The Cashew Industry

A Crop That Built a Coastline

The cashew nut is not native to India. Brought by the Portuguese to the Konkan coast in the sixteenth century, it took root so thoroughly in South Kanara that it became inseparable from the landscape and economy of coastal Karnataka.

For the first century of its presence in Mangaluru, the cashew was traded raw — kernels with their husks, shipped to European ports. There was no organised processing industry. That changed in the early decades of the twentieth century. And when it changed, it changed everything.

How the Industry Was Built

By the 1920s, the first organised processing operations had appeared in Mangaluru. The VITAPACK packing system, introduced around 1925, enabled cashew kernels to be packed in tin containers with carbon dioxide gas — giving them the shelf life that American and European markets required.

The next leap came in the mid-1930s, when two Mangaluru firms independently developed machines for roasting cashewnuts in an oil bath of cashew shell liquid. The oil bath method gave uniform roasting, prevented kernel blackening, and — crucially — extracted the cashew shell liquid as a valuable byproduct.

When Shri Sujir Damodar Nayak began processing in 1941, he adopted the oil bath method. His chemistry training gave him an understanding of CNSL's industrial potential that most processors lacked. The byproduct became, in time, as important as the kernel itself.

From Nut to Export Case — The Process

Receipt and Storage

Raw cashewnuts arrived from East Africa and coastal Karnataka. At Swasti's peak, the factory compound at Konchady held hundreds of tons before each season's processing began.

Oil Bath Roasting

The raw nuts passed through the oil bath roaster — the technical heart of the process. Heat caused the shell to crack and the cashew nut shell liquid to be expelled and collected.

Shelling and Peeling

Workers cracked open each roasted shell by hand to free the kernel, then peeled away the thin inner skin. Speed and accuracy determined the grade of the finished kernel.

Grading and Packing

Kernels were graded by size and quality and packed in 25 lb tin containers, two tins to a dealwood case, and transported to the Bunder docks for loading onto vessels bound for New York, London and beyond.

CNSL

Cashew Nut Shell Liquid is a naturally occurring phenolic compound found in the honeycomb structure of the cashew nut shell. It is one of the few naturally sourced materials that behaves like a synthetic industrial resin — and it has been used as one for over eighty years.

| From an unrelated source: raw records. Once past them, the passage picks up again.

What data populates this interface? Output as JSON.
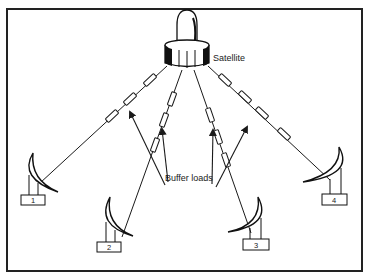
{
  "diagram": {
    "satellite": {
      "label": "Satellite"
    },
    "buffer": {
      "label": "Buffer loads"
    },
    "stations": [
      {
        "label": "1"
      },
      {
        "label": "2"
      },
      {
        "label": "3"
      },
      {
        "label": "4"
      }
    ],
    "colors": {
      "ink": "#1a1a1a",
      "background": "#ffffff"
    }
  }
}
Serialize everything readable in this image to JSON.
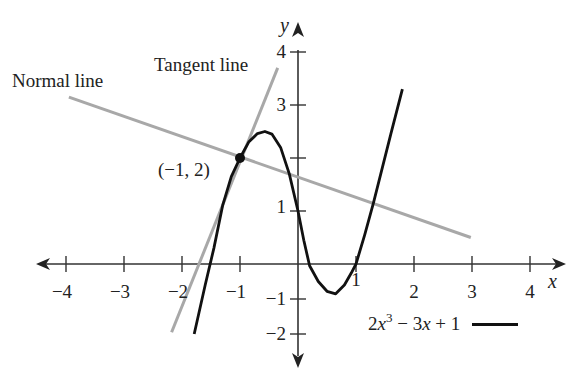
{
  "chart_data": {
    "type": "line",
    "title": "",
    "xlabel": "x",
    "ylabel": "y",
    "xlim": [
      -4.3,
      4.6
    ],
    "ylim": [
      -2.5,
      4.4
    ],
    "grid": false,
    "x_ticks": [
      -4,
      -3,
      -2,
      -1,
      1,
      2,
      3,
      4
    ],
    "x_tick_labels": [
      "−4",
      "−3",
      "−2",
      "−1",
      "1",
      "2",
      "3",
      "4"
    ],
    "y_ticks": [
      4,
      3,
      2,
      1,
      -1,
      -2
    ],
    "y_tick_labels": [
      "4",
      "3",
      "",
      "1",
      "−1",
      "−2"
    ],
    "series": [
      {
        "name": "2x^3 − 3x + 1",
        "role": "curve",
        "color": "#111111",
        "points": [
          [
            -1.79,
            -2.0
          ],
          [
            -1.6,
            -0.6
          ],
          [
            -1.45,
            0.3
          ],
          [
            -1.3,
            1.1
          ],
          [
            -1.15,
            1.65
          ],
          [
            -1.0,
            2.0
          ],
          [
            -0.85,
            2.3
          ],
          [
            -0.7,
            2.46
          ],
          [
            -0.57,
            2.5
          ],
          [
            -0.45,
            2.45
          ],
          [
            -0.3,
            2.2
          ],
          [
            -0.15,
            1.7
          ],
          [
            0.0,
            1.0
          ],
          [
            0.1,
            0.45
          ],
          [
            0.2,
            -0.05
          ],
          [
            0.35,
            -0.5
          ],
          [
            0.5,
            -0.78
          ],
          [
            0.65,
            -0.85
          ],
          [
            0.8,
            -0.6
          ],
          [
            0.92,
            -0.25
          ],
          [
            1.0,
            0.0
          ],
          [
            1.15,
            0.55
          ],
          [
            1.3,
            1.15
          ],
          [
            1.45,
            1.8
          ],
          [
            1.6,
            2.45
          ],
          [
            1.8,
            3.3
          ]
        ]
      },
      {
        "name": "Tangent line",
        "role": "tangent",
        "color": "#a8a8a8",
        "points": [
          [
            -2.18,
            -1.95
          ],
          [
            -0.35,
            3.7
          ]
        ]
      },
      {
        "name": "Normal line",
        "role": "normal",
        "color": "#a8a8a8",
        "points": [
          [
            -3.95,
            3.15
          ],
          [
            2.98,
            0.5
          ]
        ]
      }
    ],
    "highlight_point": {
      "x": -1,
      "y": 2,
      "label": "(−1, 2)"
    },
    "annotations": [
      {
        "text": "Normal line",
        "target": "normal"
      },
      {
        "text": "Tangent line",
        "target": "tangent"
      }
    ],
    "legend": {
      "position": "bottom-right",
      "entries": [
        {
          "label": "2x³ − 3x + 1",
          "style": "solid black line"
        }
      ]
    }
  },
  "labels": {
    "normal_line": "Normal line",
    "tangent_line": "Tangent line",
    "point": "(−1, 2)",
    "x_axis": "x",
    "y_axis": "y",
    "legend_coef": "2",
    "legend_var": "x",
    "legend_exp": "3",
    "legend_rest1": " − 3",
    "legend_var2": "x",
    "legend_rest2": " + 1"
  }
}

CNSL is extracted during cashew kernel processing. The manufacturers and chemists who understood its industrial value first — and built the expertise to extract, assess and supply it — created an industry within an industry. Swasti Cashew Industries was among them from the beginning.

Industrial Applications

Friction Materials

CNSL-based resins are the standard material for brake liners and clutch facings in automotive and aerospace applications. The heat generated under sudden braking softens CNSL resin rather than hardening it — maintaining grip where a conventional resin surface would fail. This property was recognised as strategically critical during the Second World War and remains a primary application of CNSL globally.

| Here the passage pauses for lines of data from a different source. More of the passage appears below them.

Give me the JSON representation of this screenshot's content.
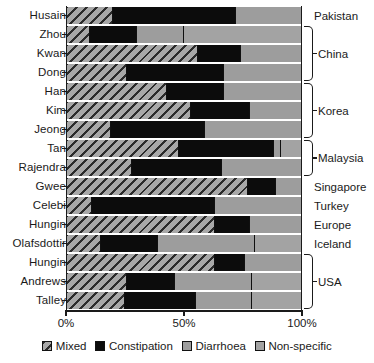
{
  "chart_data": {
    "type": "bar",
    "orientation": "horizontal",
    "stacked": true,
    "title": "",
    "xlabel": "",
    "ylabel": "",
    "xlim": [
      0,
      100
    ],
    "xtick_labels": [
      "0%",
      "50%",
      "100%"
    ],
    "xtick_values": [
      0,
      50,
      100
    ],
    "grid": false,
    "legend_position": "bottom",
    "categories": [
      "Husain",
      "Zhou",
      "Kwan",
      "Dong",
      "Han",
      "Kim",
      "Jeong",
      "Tan",
      "Rajendra",
      "Gwee",
      "Celebi",
      "Hungin",
      "Olafsdottir",
      "Hungin",
      "Andrews",
      "Talley"
    ],
    "series": [
      {
        "name": "Mixed",
        "color": "#9a9a9a",
        "pattern": "diagonal-hatch",
        "values": [
          20,
          10,
          56,
          26,
          43,
          53,
          19,
          48,
          28,
          77,
          11,
          63,
          15,
          63,
          26,
          25
        ]
      },
      {
        "name": "Constipation",
        "color": "#0c0c0c",
        "pattern": "solid",
        "values": [
          52,
          20,
          18,
          41,
          24,
          25,
          40,
          40,
          38,
          12,
          52,
          15,
          24,
          13,
          20,
          30
        ]
      },
      {
        "name": "Diarrhoea",
        "color": "#9d9d9d",
        "pattern": "solid",
        "values": [
          28,
          20,
          26,
          33,
          33,
          22,
          41,
          3,
          34,
          11,
          37,
          22,
          41,
          24,
          33,
          24
        ]
      },
      {
        "name": "Non-specific",
        "color": "#a3a3a3",
        "pattern": "solid",
        "values": [
          0,
          50,
          0,
          0,
          0,
          0,
          0,
          9,
          0,
          0,
          0,
          0,
          20,
          0,
          21,
          21
        ]
      }
    ]
  },
  "rows": [
    {
      "study": "Husain",
      "mixed": 20,
      "constipation": 52,
      "diarrhoea": 28,
      "nonspecific": 0
    },
    {
      "study": "Zhou",
      "mixed": 10,
      "constipation": 20,
      "diarrhoea": 20,
      "nonspecific": 50
    },
    {
      "study": "Kwan",
      "mixed": 56,
      "constipation": 18,
      "diarrhoea": 26,
      "nonspecific": 0
    },
    {
      "study": "Dong",
      "mixed": 26,
      "constipation": 41,
      "diarrhoea": 33,
      "nonspecific": 0
    },
    {
      "study": "Han",
      "mixed": 43,
      "constipation": 24,
      "diarrhoea": 33,
      "nonspecific": 0
    },
    {
      "study": "Kim",
      "mixed": 53,
      "constipation": 25,
      "diarrhoea": 22,
      "nonspecific": 0
    },
    {
      "study": "Jeong",
      "mixed": 19,
      "constipation": 40,
      "diarrhoea": 41,
      "nonspecific": 0
    },
    {
      "study": "Tan",
      "mixed": 48,
      "constipation": 40,
      "diarrhoea": 3,
      "nonspecific": 9
    },
    {
      "study": "Rajendra",
      "mixed": 28,
      "constipation": 38,
      "diarrhoea": 34,
      "nonspecific": 0
    },
    {
      "study": "Gwee",
      "mixed": 77,
      "constipation": 12,
      "diarrhoea": 11,
      "nonspecific": 0
    },
    {
      "study": "Celebi",
      "mixed": 11,
      "constipation": 52,
      "diarrhoea": 37,
      "nonspecific": 0
    },
    {
      "study": "Hungin",
      "mixed": 63,
      "constipation": 15,
      "diarrhoea": 22,
      "nonspecific": 0
    },
    {
      "study": "Olafsdottir",
      "mixed": 15,
      "constipation": 24,
      "diarrhoea": 41,
      "nonspecific": 20
    },
    {
      "study": "Hungin",
      "mixed": 63,
      "constipation": 13,
      "diarrhoea": 24,
      "nonspecific": 0
    },
    {
      "study": "Andrews",
      "mixed": 26,
      "constipation": 20,
      "diarrhoea": 33,
      "nonspecific": 21
    },
    {
      "study": "Talley",
      "mixed": 25,
      "constipation": 30,
      "diarrhoea": 24,
      "nonspecific": 21
    }
  ],
  "countries": [
    {
      "label": "Pakistan",
      "start_row": 0,
      "span": 1
    },
    {
      "label": "China",
      "start_row": 1,
      "span": 3
    },
    {
      "label": "Korea",
      "start_row": 4,
      "span": 3
    },
    {
      "label": "Malaysia",
      "start_row": 7,
      "span": 2
    },
    {
      "label": "Singapore",
      "start_row": 9,
      "span": 1
    },
    {
      "label": "Turkey",
      "start_row": 10,
      "span": 1
    },
    {
      "label": "Europe",
      "start_row": 11,
      "span": 1
    },
    {
      "label": "Iceland",
      "start_row": 12,
      "span": 1
    },
    {
      "label": "USA",
      "start_row": 13,
      "span": 3
    }
  ],
  "legend": {
    "items": [
      {
        "label": "Mixed",
        "key": "mixed"
      },
      {
        "label": "Constipation",
        "key": "constipation"
      },
      {
        "label": "Diarrhoea",
        "key": "diarrhoea"
      },
      {
        "label": "Non-specific",
        "key": "nonspecific"
      }
    ]
  },
  "axis": {
    "ticks": [
      {
        "label": "0%",
        "value": 0
      },
      {
        "label": "50%",
        "value": 50
      },
      {
        "label": "100%",
        "value": 100
      }
    ]
  }
}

Paints, Varnishes and Coatings

CNSL polymers and condensation products are used as acid-resistant paints, waterproofing compounds, insulating materials and anticorrosive coatings. They are more heat-resistant than most synthetic equivalents and have been in commercial use since the 1940s.

Resins and Laminates

CNSL-modified phenolic resins are used in laminates, foundry applications, and surface coatings. The material's natural origin and performance characteristics have made it increasingly relevant as industries seek bio-based alternatives to purely synthetic compounds.

Other Applications

Printing inks, flooring materials, industrial lubricants, and a range of specialty chemical applications all draw on CNSL's unique phenolic properties. Research into new applications continues globally.

Seven Decades of CNSL Expertise

When Shri Sujir Damodar Nayak began extracting CNSL at his Mangaluru factory in the early 1940s, he was operating at the frontier of the industry. His chemistry degree gave him an understanding of CNSL's industrial chemistry that most processors in Mangaluru at the time could not match.

By the late 1950s, Swasti was supplying 400 to 500 tons of CNSL annually to industrial buyers in New York — most of it shipped in bulk tanks in ships' holds. The primary buyer was Irvington Varnish and Insulator Co., New Jersey, who used it for brake liners, insulating varnish and industrial products. European buyers in Genoa were simultaneously developing as a market.

"We are exporting this commodity mostly to U.S.A., where M/s. Irvington Varnish and Insulator Co., New Jersey, are the chief buyers. They use this material for manufacture of brake liners, insulating varnish and other industrial products. In fact, we are shipping 400 to 500 tons of this liquid to New York every year."

— Shri Sujir Damodar Nayak, letter to prospective buyer, 15 October 1958

That depth of engagement with CNSL — in quality assessment, industrial application knowledge, supply chain, and market relationships — is what Swasti brings to the market today. Seven decades is not a claim. It is the record.